(Thanks to Google Street View)

Tuesday, November 23, 2010

Honoring the Great Salem Witch of Wikipedia

"I want to be thoroughly used up when I die, for the harder I work, the more I live. I rejoice in life for its own sake. Life is no “brief candle” to me. It is a sort of splendid torch which I have got hold of for the moment, and I want to make it burn as brightly as possible before handing it on to future generations.”

- George Bernard Shaw (1907)

When someone thinks of Wikipedia, we think about the unreliability. However, I'd like to put this behind to honor the greatest editor to pass through these halls. I first met User:Durova back in 2007, over some featured picture related matters. I first talked to her on Google Mail, but then soon moved to Skype. Durova, a resident of Southern California, is a person who you like to get to know. She is probably someone who would make you more knowledgeable in knitting, learning how to restore pictures that have stood the test of time, and just her time learning German and being in the Navy.

Durova is known on Wikipedia for her great featured contributions, which he got over 400 of them. If we ever needed a Guinness Book of Wikipedia Records, Durova would be on a number of them, including one of the most popular editors and most featured contributions. Wikipedia has seen major improvement in the featured media processes due to her support and work as an editor like the rest of us. A lot of us Wikipedians do laugh at us considering ourselves nerds. However, I and others hold her to a higher level. Durova has spent over four decades on this earth making her statement. Her level of knowledge and honor goes beyond the normal human. We on Earth all stride to make our statement in the history books.
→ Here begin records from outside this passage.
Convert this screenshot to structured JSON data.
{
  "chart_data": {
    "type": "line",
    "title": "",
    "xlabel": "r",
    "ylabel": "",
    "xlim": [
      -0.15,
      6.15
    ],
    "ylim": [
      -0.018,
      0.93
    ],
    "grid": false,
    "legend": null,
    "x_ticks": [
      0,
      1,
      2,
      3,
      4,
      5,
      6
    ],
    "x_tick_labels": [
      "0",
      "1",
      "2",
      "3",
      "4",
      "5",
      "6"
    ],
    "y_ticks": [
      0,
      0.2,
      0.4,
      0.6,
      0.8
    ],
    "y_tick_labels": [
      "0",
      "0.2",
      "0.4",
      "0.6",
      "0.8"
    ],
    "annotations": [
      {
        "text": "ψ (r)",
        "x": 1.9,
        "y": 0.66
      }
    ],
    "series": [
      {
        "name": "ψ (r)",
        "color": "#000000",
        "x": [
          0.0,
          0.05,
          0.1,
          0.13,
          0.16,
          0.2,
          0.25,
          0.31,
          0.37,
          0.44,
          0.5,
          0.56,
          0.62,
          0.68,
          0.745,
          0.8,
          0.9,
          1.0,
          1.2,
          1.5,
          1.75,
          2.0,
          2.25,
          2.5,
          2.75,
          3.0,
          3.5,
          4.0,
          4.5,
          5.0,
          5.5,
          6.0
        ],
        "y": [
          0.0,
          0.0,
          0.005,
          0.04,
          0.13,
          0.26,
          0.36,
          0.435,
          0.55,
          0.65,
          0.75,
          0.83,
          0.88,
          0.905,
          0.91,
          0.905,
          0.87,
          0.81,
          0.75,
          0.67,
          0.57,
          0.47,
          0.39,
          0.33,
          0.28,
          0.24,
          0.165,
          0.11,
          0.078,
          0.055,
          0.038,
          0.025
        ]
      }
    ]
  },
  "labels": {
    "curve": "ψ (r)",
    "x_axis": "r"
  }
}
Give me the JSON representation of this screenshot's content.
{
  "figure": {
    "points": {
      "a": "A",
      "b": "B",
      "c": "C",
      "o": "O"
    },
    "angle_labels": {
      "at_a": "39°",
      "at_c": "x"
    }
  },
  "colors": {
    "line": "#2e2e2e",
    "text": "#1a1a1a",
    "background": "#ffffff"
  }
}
Five years on Wikipedia, Durova definitely made hers.

I don't usually like comparing people to celebrities, but I know of one person, who reminds me of Durova. I admit this is kind of biased since Fleetwood Mac has been my favorite music group for many years, but Durova reminds me a lot of Stevie Nicks. We've got this compassionate woman who puts her heart out for people on Skype and on Wikipedia that she's never met. It takes a kind of woman, one of a few, who don't see the normal basis of life. Stevie Nicks believe that way, look at "Dreams", "Gold Dust Woman" or "Rhiannon", they had this dreamy yet mysterious quality to them. Durova, to me, despite being this outgoing, greatly humorous person, has that dreamy and mystic quality that Stevie Nicks displays in every song. She can make you think in a different way of this different world, and Durova has almost always done that with me.

I spent a-many Sunday afternoons with Durova on Skype, along with many other Wikipedians who have spent their time recording NotTheWikipediaWeekly episodes. We loved her as a host and I have every single episode on my iPod to listen to. She just comes out as this person everyone would like, yet she could come out as a Dalai Lama, a diplomatic queen. She always had a good opinion on a situation and could take each situation from a different angle. People had great respect for her. Friends with many of us on Skype, she could be the best topic creator and knew always a good reply to someone's comment.
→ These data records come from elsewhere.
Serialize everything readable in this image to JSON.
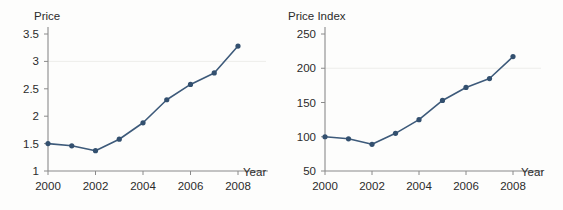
{
  "figure": {
    "background_color": "#fdfdfc",
    "series_color": "#3d5a7a",
    "marker_color": "#33506f",
    "axis_color": "#8a8a8a",
    "grid_color": "#ededea"
  },
  "charts": [
    {
      "id": "price-chart",
      "type": "line",
      "title": "",
      "ylabel": "Price",
      "xlabel": "Year",
      "x": [
        2000,
        2001,
        2002,
        2003,
        2004,
        2005,
        2006,
        2007,
        2008
      ],
      "values": [
        1.5,
        1.46,
        1.37,
        1.58,
        1.88,
        2.3,
        2.58,
        2.79,
        3.28
      ],
      "series": [
        {
          "name": "Price",
          "values": [
            1.5,
            1.46,
            1.37,
            1.58,
            1.88,
            2.3,
            2.58,
            2.79,
            3.28
          ]
        }
      ],
      "xlim": [
        2000,
        2008
      ],
      "ylim": [
        1,
        3.5
      ],
      "yticks": [
        1,
        1.5,
        2,
        2.5,
        3,
        3.5
      ],
      "ytick_labels": [
        "1",
        "1.5",
        "2",
        "2.5",
        "3",
        "3.5"
      ],
      "xticks": [
        2000,
        2002,
        2004,
        2006,
        2008
      ],
      "xtick_labels": [
        "2000",
        "2002",
        "2004",
        "2006",
        "2008"
      ],
      "gridlines_y": [
        3
      ],
      "grid": "faint-horizontal",
      "legend": "none"
    },
    {
      "id": "price-index-chart",
      "type": "line",
      "title": "",
      "ylabel": "Price Index",
      "xlabel": "Year",
      "x": [
        2000,
        2001,
        2002,
        2003,
        2004,
        2005,
        2006,
        2007,
        2008
      ],
      "values": [
        100,
        97,
        89,
        105,
        125,
        153,
        172,
        185,
        217
      ],
      "series": [
        {
          "name": "Price Index",
          "values": [
            100,
            97,
            89,
            105,
            125,
            153,
            172,
            185,
            217
          ]
        }
      ],
      "xlim": [
        2000,
        2008
      ],
      "ylim": [
        50,
        250
      ],
      "yticks": [
        50,
        100,
        150,
        200,
        250
      ],
      "ytick_labels": [
        "50",
        "100",
        "150",
        "200",
        "250"
      ],
      "xticks": [
        2000,
        2002,
        2004,
        2006,
        2008
      ],
      "xtick_labels": [
        "2000",
        "2002",
        "2004",
        "2006",
        "2008"
      ],
      "gridlines_y": [
        200
      ],
      "grid": "faint-horizontal",
      "legend": "none"
    }
  ],
  "chart_data": [
    {
      "type": "line",
      "title": "",
      "xlabel": "Year",
      "ylabel": "Price",
      "x": [
        2000,
        2001,
        2002,
        2003,
        2004,
        2005,
        2006,
        2007,
        2008
      ],
      "values": [
        1.5,
        1.46,
        1.37,
        1.58,
        1.88,
        2.3,
        2.58,
        2.79,
        3.28
      ],
      "categories": [
        "2000",
        "2001",
        "2002",
        "2003",
        "2004",
        "2005",
        "2006",
        "2007",
        "2008"
      ],
      "xlim": [
        2000,
        2008
      ],
      "ylim": [
        1,
        3.5
      ],
      "yticks": [
        1,
        1.5,
        2,
        2.5,
        3,
        3.5
      ],
      "xticks": [
        2000,
        2002,
        2004,
        2006,
        2008
      ],
      "grid": "faint horizontal gridline at y=3",
      "legend": "none",
      "series": [
        {
          "name": "Price",
          "values": [
            1.5,
            1.46,
            1.37,
            1.58,
            1.88,
            2.3,
            2.58,
            2.79,
            3.28
          ]
        }
      ]
    },
    {
      "type": "line",
      "title": "",
      "xlabel": "Year",
      "ylabel": "Price Index",
      "x": [
        2000,
        2001,
        2002,
        2003,
        2004,
        2005,
        2006,
        2007,
        2008
      ],
      "values": [
        100,
        97,
        89,
        105,
        125,
        153,
        172,
        185,
        217
      ],
      "categories": [
        "2000",
        "2001",
        "2002",
        "2003",
        "2004",
        "2005",
        "2006",
        "2007",
        "2008"
      ],
      "xlim": [
        2000,
        2008
      ],
      "ylim": [
        50,
        250
      ],
      "yticks": [
        50,
        100,
        150,
        200,
        250
      ],
      "xticks": [
        2000,
        2002,
        2004,
        2006,
        2008
      ],
      "grid": "faint horizontal gridline at y=200",
      "legend": "none",
      "series": [
        {
          "name": "Price Index",
          "values": [
            100,
            97,
            89,
            105,
            125,
            153,
            172,
            185,
            217
          ]
        }
      ]
    }
  ]
}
I admit when other things came about, especially college, I started to lose track of time, coming back to the old stomping grounds of Skype and not finding her around. To me it felt like a loss, she suddenly vanished, and it broke my heart. You don't find people with the kind of knowledge she maintained and I strike a large heart and saying how much tears come to my eye writing this that I miss her dearly as a Wikipedian and as a friend. No one quite made me feel better than Durova when Wikipedia could be at worst. And in fact, my mother and my sister loved talking to Durova not on Wikipedia matters, but just as a friend. That's how she came to me, as a friend not just this person who liked working on the same website with the same mission that I did.

Many a-Sunday afternoons recording NTWW sessions with her, talking serious topics but having that humorous spin. Her classic rendition of "I'll get you my prettttty!" is something I always remember and in that honor, I bow my sword and armor in honor, as the Great Salem Witch of Wikipedia. In honor of Durova, I cry a tear, and I hope many a Wikipedians read this and feel the same way I do, she was just that kind of person.